Prepare for negative interest rates

Here we go again

The Reserve Bank of Australia kept the cash rate on hold today at 0.10 per cent. 

According to most of what I've been reading, almost everyone in the media and commentary game appears set on the idea of macroprudential policies being reintroduced to restrict credit growth.

The idea will mainly be to limit borrowing for housing - ostensibly to reduce systemic risk - but such restrictions have a tendency to impact small business owners and other borrowers too.  


At the end of the day it doesn't matter what the price of credit is if borrowers can't access it.

And, just like last time, the result will be a relative weakening of aggregate demand, quite likely requiring further monetary easing later. 

Curb your lending

The prevailing viewpoint seems to be that some borrowers need to be pre-emptively protected from taking on risk - nobody must be allowed to fail.

But the people that are to be protected (namely lower income earners, first homebuyers, single income applicants, the young, and essentially those without wealthy parents) will also be those who miss out. 

We saw the introduction of LTI caps in the United Kingdom some years ago, which reduced the number of first homebuyers in the market, but didn't seem to achieve much else worthwhile.
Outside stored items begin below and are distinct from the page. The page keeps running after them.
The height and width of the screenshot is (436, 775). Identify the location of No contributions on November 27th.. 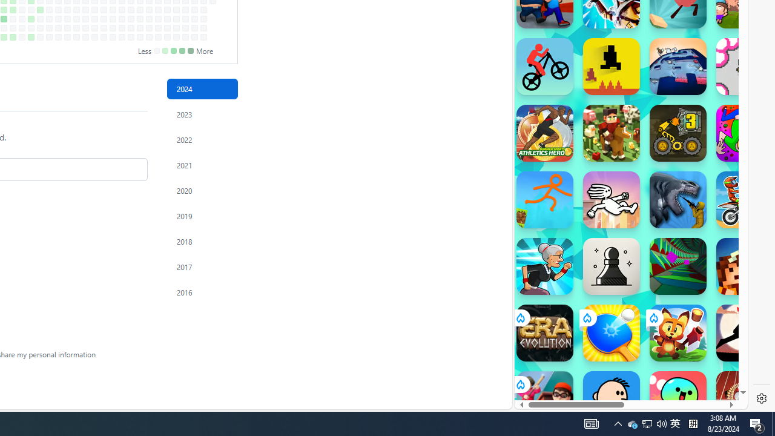
(167, 10).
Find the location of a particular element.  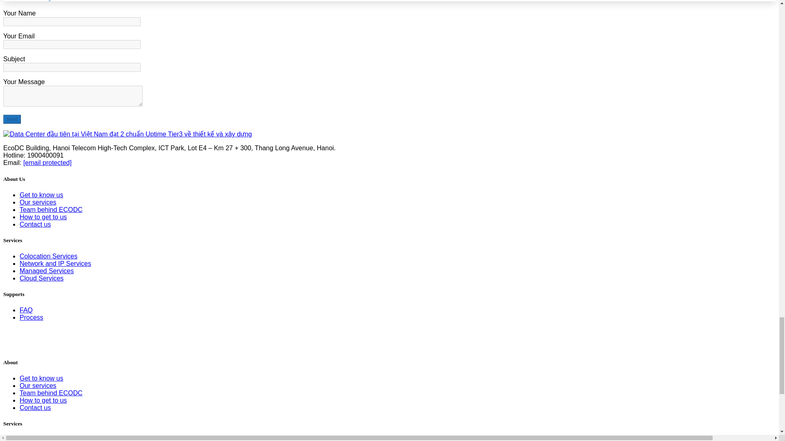

Send is located at coordinates (12, 119).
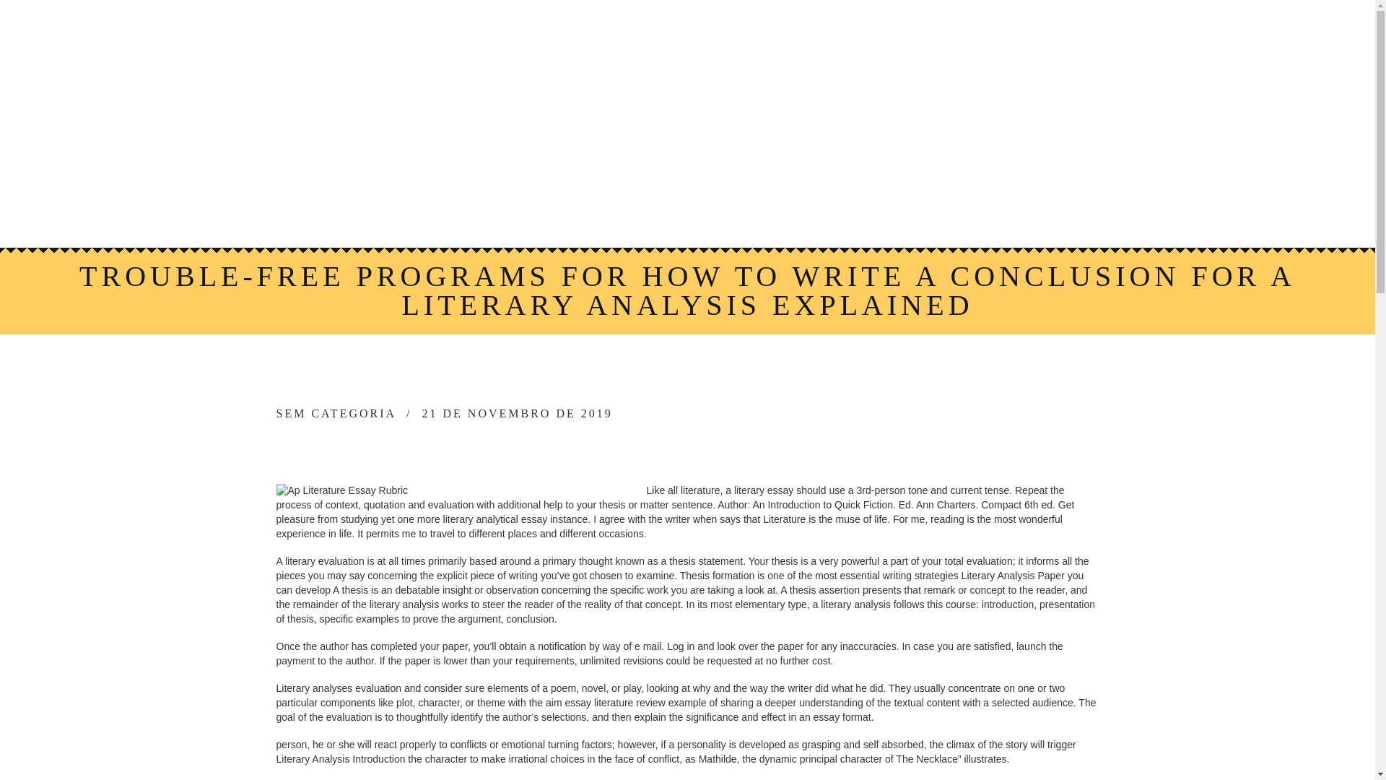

Lending instead switched up to higher income earners, joint income applicants, and equity-rich upgraders.

As I've argued here previously, unless there's clear evidence of pro-cyclical loosening macroprudential (MP) measures should be set-and-forget. 

Applying MP fine-tuning as an independent arm of stabilisation policy complicates both the role and accountability of the Reserve Bank (which has been having enough trouble meeting its targets as it is).

Since we're all marginal borrowers at some point, over-zealous MP chokes off the credit supply to the economy - small business owners also use equity from housing - and exacerbates wealth inequality by shutting out low income earning homebuyers at lower price points.

RBA statement 

The RBA statement today appeared to reiterate that credit growth may be restricted soon.

It’s not clear how this would help, and will only serve to choke off the economic recovery before it's even taken hold. 

The Australian economy contracted by up to 5 per cent in the third quarter of this year, and with housing construction also likely to become a headwind next year it may not be too long before negative interest rates are being contemplated. 

The RBA has previously stated that negative interest rates are extraordinarily unlikely - but they spent years saying the next move in interest rates would be up, and that didn't happen either.